**The task:** Below are some records; return all of them exactly as they are.
--
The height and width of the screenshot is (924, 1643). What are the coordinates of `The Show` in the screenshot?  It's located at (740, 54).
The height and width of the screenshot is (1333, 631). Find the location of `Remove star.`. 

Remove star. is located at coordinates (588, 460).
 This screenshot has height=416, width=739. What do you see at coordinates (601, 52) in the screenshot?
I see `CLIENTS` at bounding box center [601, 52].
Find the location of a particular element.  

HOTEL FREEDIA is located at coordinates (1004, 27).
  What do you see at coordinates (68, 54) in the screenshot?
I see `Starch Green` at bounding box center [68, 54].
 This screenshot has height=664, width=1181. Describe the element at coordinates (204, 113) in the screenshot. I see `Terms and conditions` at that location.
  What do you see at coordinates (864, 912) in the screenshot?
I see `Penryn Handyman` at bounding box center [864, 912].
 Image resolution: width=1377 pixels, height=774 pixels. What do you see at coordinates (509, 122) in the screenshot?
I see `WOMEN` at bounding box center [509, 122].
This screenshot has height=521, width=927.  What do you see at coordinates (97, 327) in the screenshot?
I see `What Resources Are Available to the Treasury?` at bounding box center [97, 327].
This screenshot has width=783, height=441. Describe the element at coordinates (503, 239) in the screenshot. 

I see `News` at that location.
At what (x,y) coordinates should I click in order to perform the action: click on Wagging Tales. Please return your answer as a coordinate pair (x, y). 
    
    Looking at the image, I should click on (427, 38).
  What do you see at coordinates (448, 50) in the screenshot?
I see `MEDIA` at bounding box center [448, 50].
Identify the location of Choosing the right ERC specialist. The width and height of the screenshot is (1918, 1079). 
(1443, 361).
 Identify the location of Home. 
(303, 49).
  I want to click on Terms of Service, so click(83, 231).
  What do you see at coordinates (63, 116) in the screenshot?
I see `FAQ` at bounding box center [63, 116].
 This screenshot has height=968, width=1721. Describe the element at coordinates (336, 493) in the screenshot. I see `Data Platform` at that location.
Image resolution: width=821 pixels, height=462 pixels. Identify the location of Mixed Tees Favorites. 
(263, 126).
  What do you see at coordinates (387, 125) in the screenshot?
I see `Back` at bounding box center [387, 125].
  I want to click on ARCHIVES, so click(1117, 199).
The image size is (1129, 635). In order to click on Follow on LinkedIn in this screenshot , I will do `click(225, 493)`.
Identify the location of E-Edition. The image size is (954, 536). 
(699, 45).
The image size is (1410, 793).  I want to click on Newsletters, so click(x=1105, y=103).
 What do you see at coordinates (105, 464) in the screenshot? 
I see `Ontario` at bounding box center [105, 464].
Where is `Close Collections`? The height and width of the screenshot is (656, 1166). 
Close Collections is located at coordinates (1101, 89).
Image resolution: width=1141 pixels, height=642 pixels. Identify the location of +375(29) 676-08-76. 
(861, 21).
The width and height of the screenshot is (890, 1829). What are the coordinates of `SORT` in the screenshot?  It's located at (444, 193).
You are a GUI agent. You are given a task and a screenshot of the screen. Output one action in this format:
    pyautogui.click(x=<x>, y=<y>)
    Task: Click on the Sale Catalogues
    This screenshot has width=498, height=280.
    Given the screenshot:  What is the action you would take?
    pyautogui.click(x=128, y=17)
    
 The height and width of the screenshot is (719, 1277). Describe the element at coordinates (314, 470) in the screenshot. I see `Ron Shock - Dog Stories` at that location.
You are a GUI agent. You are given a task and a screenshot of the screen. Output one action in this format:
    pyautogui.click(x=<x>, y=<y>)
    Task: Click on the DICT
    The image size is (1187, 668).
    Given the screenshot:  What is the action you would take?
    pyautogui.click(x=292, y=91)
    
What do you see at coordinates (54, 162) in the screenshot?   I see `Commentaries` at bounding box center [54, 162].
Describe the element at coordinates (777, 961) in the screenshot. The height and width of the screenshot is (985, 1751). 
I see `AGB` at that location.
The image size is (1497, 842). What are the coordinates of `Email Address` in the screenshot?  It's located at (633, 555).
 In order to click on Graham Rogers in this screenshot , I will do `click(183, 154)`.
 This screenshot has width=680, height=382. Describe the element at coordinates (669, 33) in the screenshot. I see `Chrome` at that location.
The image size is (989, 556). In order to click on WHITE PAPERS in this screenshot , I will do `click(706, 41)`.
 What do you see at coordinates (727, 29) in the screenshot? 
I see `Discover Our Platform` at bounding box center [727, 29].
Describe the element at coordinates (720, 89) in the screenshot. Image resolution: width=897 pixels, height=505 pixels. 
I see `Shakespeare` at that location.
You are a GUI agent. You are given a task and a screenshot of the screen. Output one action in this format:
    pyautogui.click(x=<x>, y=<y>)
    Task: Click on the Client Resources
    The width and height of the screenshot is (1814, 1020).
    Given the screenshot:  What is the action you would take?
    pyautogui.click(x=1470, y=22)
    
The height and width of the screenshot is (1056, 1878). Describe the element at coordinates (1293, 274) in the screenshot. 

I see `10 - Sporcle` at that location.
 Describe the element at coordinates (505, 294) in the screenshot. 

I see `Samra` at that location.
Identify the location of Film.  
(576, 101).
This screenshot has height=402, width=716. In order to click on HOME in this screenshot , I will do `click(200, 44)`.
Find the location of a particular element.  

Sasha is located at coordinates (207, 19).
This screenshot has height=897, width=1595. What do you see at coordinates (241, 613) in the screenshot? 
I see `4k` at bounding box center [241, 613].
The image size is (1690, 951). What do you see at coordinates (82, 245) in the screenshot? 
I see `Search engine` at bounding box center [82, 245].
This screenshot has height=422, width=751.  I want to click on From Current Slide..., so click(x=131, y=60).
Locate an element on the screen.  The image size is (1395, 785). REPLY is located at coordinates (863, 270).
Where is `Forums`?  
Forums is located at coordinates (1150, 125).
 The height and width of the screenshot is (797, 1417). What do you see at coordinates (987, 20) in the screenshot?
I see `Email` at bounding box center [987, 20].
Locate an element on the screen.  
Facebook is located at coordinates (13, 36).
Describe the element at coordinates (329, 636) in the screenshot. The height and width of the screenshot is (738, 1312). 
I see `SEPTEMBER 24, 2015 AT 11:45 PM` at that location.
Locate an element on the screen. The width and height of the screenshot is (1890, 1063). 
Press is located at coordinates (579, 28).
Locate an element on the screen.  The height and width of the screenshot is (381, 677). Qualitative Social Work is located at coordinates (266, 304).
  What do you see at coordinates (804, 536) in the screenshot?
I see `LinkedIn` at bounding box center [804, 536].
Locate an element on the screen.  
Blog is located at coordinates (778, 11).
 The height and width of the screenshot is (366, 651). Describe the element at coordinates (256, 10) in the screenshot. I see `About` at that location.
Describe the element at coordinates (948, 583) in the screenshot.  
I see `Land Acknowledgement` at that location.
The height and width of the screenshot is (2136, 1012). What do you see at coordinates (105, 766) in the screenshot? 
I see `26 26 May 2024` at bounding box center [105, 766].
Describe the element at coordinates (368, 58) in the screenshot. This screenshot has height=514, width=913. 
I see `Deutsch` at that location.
--
**Solution to the problem:**
The height and width of the screenshot is (924, 1643). What are the coordinates of `The Show` in the screenshot?  It's located at (740, 54).
The height and width of the screenshot is (1333, 631). Find the location of `Remove star.`. 

Remove star. is located at coordinates (588, 460).
 This screenshot has height=416, width=739. What do you see at coordinates (601, 52) in the screenshot?
I see `CLIENTS` at bounding box center [601, 52].
Find the location of a particular element.  

HOTEL FREEDIA is located at coordinates (1004, 27).
  What do you see at coordinates (68, 54) in the screenshot?
I see `Starch Green` at bounding box center [68, 54].
 This screenshot has height=664, width=1181. Describe the element at coordinates (204, 113) in the screenshot. I see `Terms and conditions` at that location.
  What do you see at coordinates (864, 912) in the screenshot?
I see `Penryn Handyman` at bounding box center [864, 912].
 Image resolution: width=1377 pixels, height=774 pixels. What do you see at coordinates (509, 122) in the screenshot?
I see `WOMEN` at bounding box center [509, 122].
This screenshot has height=521, width=927.  What do you see at coordinates (97, 327) in the screenshot?
I see `What Resources Are Available to the Treasury?` at bounding box center [97, 327].
This screenshot has width=783, height=441. Describe the element at coordinates (503, 239) in the screenshot. 

I see `News` at that location.
At what (x,y) coordinates should I click in order to perform the action: click on Wagging Tales. Please return your answer as a coordinate pair (x, y). 
    
    Looking at the image, I should click on (427, 38).
  What do you see at coordinates (448, 50) in the screenshot?
I see `MEDIA` at bounding box center [448, 50].
Identify the location of Choosing the right ERC specialist. The width and height of the screenshot is (1918, 1079). 
(1443, 361).
 Identify the location of Home. 
(303, 49).
  I want to click on Terms of Service, so click(83, 231).
  What do you see at coordinates (63, 116) in the screenshot?
I see `FAQ` at bounding box center [63, 116].
 This screenshot has height=968, width=1721. Describe the element at coordinates (336, 493) in the screenshot. I see `Data Platform` at that location.
Image resolution: width=821 pixels, height=462 pixels. Identify the location of Mixed Tees Favorites. 
(263, 126).
  What do you see at coordinates (387, 125) in the screenshot?
I see `Back` at bounding box center [387, 125].
  I want to click on ARCHIVES, so click(1117, 199).
The image size is (1129, 635). In order to click on Follow on LinkedIn in this screenshot , I will do `click(225, 493)`.
Identify the location of E-Edition. The image size is (954, 536). 
(699, 45).
The image size is (1410, 793).  I want to click on Newsletters, so click(x=1105, y=103).
 What do you see at coordinates (105, 464) in the screenshot? 
I see `Ontario` at bounding box center [105, 464].
Where is `Close Collections`? The height and width of the screenshot is (656, 1166). 
Close Collections is located at coordinates (1101, 89).
Image resolution: width=1141 pixels, height=642 pixels. Identify the location of +375(29) 676-08-76. 
(861, 21).
The width and height of the screenshot is (890, 1829). What are the coordinates of `SORT` in the screenshot?  It's located at (444, 193).
You are a GUI agent. You are given a task and a screenshot of the screen. Output one action in this format:
    pyautogui.click(x=<x>, y=<y>)
    Task: Click on the Sale Catalogues
    This screenshot has width=498, height=280.
    Given the screenshot:  What is the action you would take?
    pyautogui.click(x=128, y=17)
    
 The height and width of the screenshot is (719, 1277). Describe the element at coordinates (314, 470) in the screenshot. I see `Ron Shock - Dog Stories` at that location.
You are a GUI agent. You are given a task and a screenshot of the screen. Output one action in this format:
    pyautogui.click(x=<x>, y=<y>)
    Task: Click on the DICT
    The image size is (1187, 668).
    Given the screenshot:  What is the action you would take?
    pyautogui.click(x=292, y=91)
    
What do you see at coordinates (54, 162) in the screenshot?   I see `Commentaries` at bounding box center [54, 162].
Describe the element at coordinates (777, 961) in the screenshot. The height and width of the screenshot is (985, 1751). 
I see `AGB` at that location.
The image size is (1497, 842). What are the coordinates of `Email Address` in the screenshot?  It's located at (633, 555).
 In order to click on Graham Rogers in this screenshot , I will do `click(183, 154)`.
 This screenshot has width=680, height=382. Describe the element at coordinates (669, 33) in the screenshot. I see `Chrome` at that location.
The image size is (989, 556). In order to click on WHITE PAPERS in this screenshot , I will do `click(706, 41)`.
 What do you see at coordinates (727, 29) in the screenshot? 
I see `Discover Our Platform` at bounding box center [727, 29].
Describe the element at coordinates (720, 89) in the screenshot. Image resolution: width=897 pixels, height=505 pixels. 
I see `Shakespeare` at that location.
You are a GUI agent. You are given a task and a screenshot of the screen. Output one action in this format:
    pyautogui.click(x=<x>, y=<y>)
    Task: Click on the Client Resources
    The width and height of the screenshot is (1814, 1020).
    Given the screenshot:  What is the action you would take?
    pyautogui.click(x=1470, y=22)
    
The height and width of the screenshot is (1056, 1878). Describe the element at coordinates (1293, 274) in the screenshot. 

I see `10 - Sporcle` at that location.
 Describe the element at coordinates (505, 294) in the screenshot. 

I see `Samra` at that location.
Identify the location of Film.  
(576, 101).
This screenshot has height=402, width=716. In order to click on HOME in this screenshot , I will do `click(200, 44)`.
Find the location of a particular element.  

Sasha is located at coordinates (207, 19).
This screenshot has height=897, width=1595. What do you see at coordinates (241, 613) in the screenshot? 
I see `4k` at bounding box center [241, 613].
The image size is (1690, 951). What do you see at coordinates (82, 245) in the screenshot? 
I see `Search engine` at bounding box center [82, 245].
This screenshot has height=422, width=751.  I want to click on From Current Slide..., so click(x=131, y=60).
Locate an element on the screen.  The image size is (1395, 785). REPLY is located at coordinates (863, 270).
Where is `Forums`?  
Forums is located at coordinates (1150, 125).
 The height and width of the screenshot is (797, 1417). What do you see at coordinates (987, 20) in the screenshot?
I see `Email` at bounding box center [987, 20].
Locate an element on the screen.  
Facebook is located at coordinates (13, 36).
Describe the element at coordinates (329, 636) in the screenshot. The height and width of the screenshot is (738, 1312). 
I see `SEPTEMBER 24, 2015 AT 11:45 PM` at that location.
Locate an element on the screen. The width and height of the screenshot is (1890, 1063). 
Press is located at coordinates (579, 28).
Locate an element on the screen.  The height and width of the screenshot is (381, 677). Qualitative Social Work is located at coordinates (266, 304).
  What do you see at coordinates (804, 536) in the screenshot?
I see `LinkedIn` at bounding box center [804, 536].
Locate an element on the screen.  
Blog is located at coordinates (778, 11).
 The height and width of the screenshot is (366, 651). Describe the element at coordinates (256, 10) in the screenshot. I see `About` at that location.
Describe the element at coordinates (948, 583) in the screenshot.  
I see `Land Acknowledgement` at that location.
The height and width of the screenshot is (2136, 1012). What do you see at coordinates (105, 766) in the screenshot? 
I see `26 26 May 2024` at bounding box center [105, 766].
Describe the element at coordinates (368, 58) in the screenshot. This screenshot has height=514, width=913. 
I see `Deutsch` at that location.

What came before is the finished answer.